Coordinate Transformations
A lot of conventions as to how we do things are arbitrary. For example, driving on the left side of the road is not inherently better or worse than driving on the right side. But if users of the same road don’t all agree to drive on the same side, then the result is grief.
The same is true of computer graphics. For example, coordinate systems can be right-handed or left-handed; if you imagine placing your eye at the (0, 0, 0) point and looking in turn in the direction of the positive-X, positive-Y and positive-Z axes, if your gaze describes a clockwise rotation, then the coordinate system is right-handed, while anticlockwise means it is left-handed. One way to remember which is which is to hold your thumb, index finger and middle finger out at right angles to each other, calling the thumb direction positive-X, index finger pointing at positive-Y, and middle finger at positive-Z; if you do this with your right hand, then the coordinate system is (naturally) right-handed; while your left hand defines a left-handed coordinate system.

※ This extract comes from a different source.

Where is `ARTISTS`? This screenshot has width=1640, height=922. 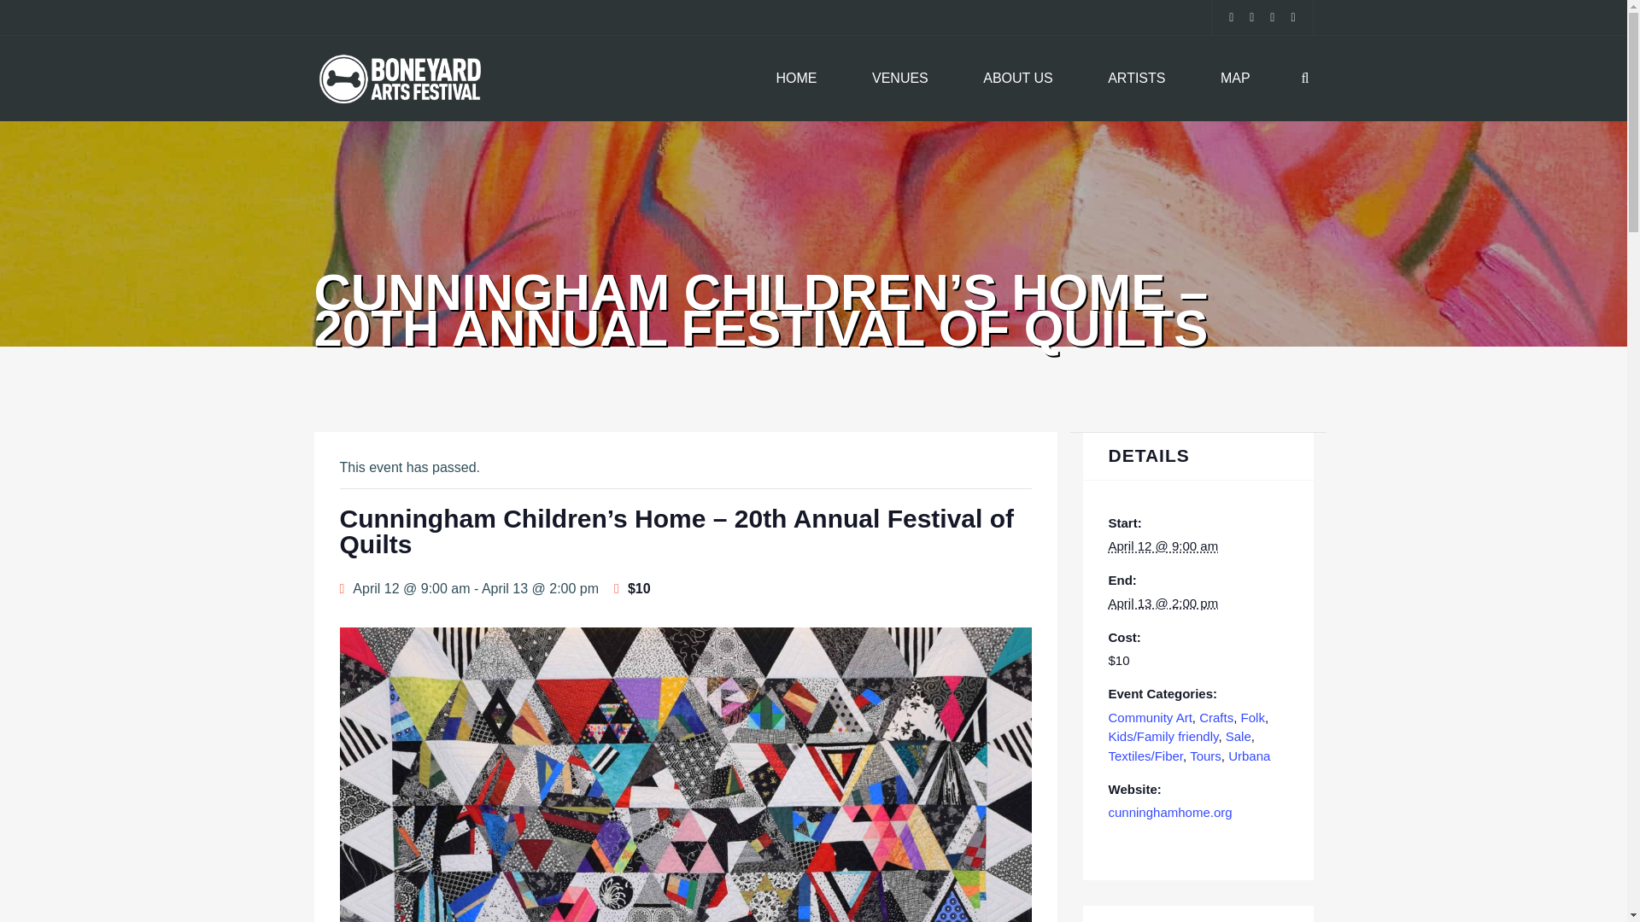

The recommended convention (used in most 3D software) is to define your model/scene in a right-handed coordinate system.
It is quite common in computer graphics to be working in a number of different coordinate systems. For example, a model of a car is defined in terms of its own model coordinate system. To place the car in a scene, perhaps moving along a road, involves transforming those model coordinates to the world coordinates of the scene. The placement of the “camera” (actually the representation of the eye position of the person viewing the scene) then involves transforming these world coordinates into eye coordinates, which are then finally transformed into normalized device coordinates and mapped to pixels on the user’s display.
And just to add to the fun, the car model itself may have multiple coordinate systems. For example, each wheel may be defined in its own child coordinate system, in which it rotates relative to its parent, namely the body of the car. Because the wheel is transformed relative to the car, it automatically gets the car transformation as well, so moving the car through the scene is sufficient to bring the wheels along, they don’t need to be separately repositioned.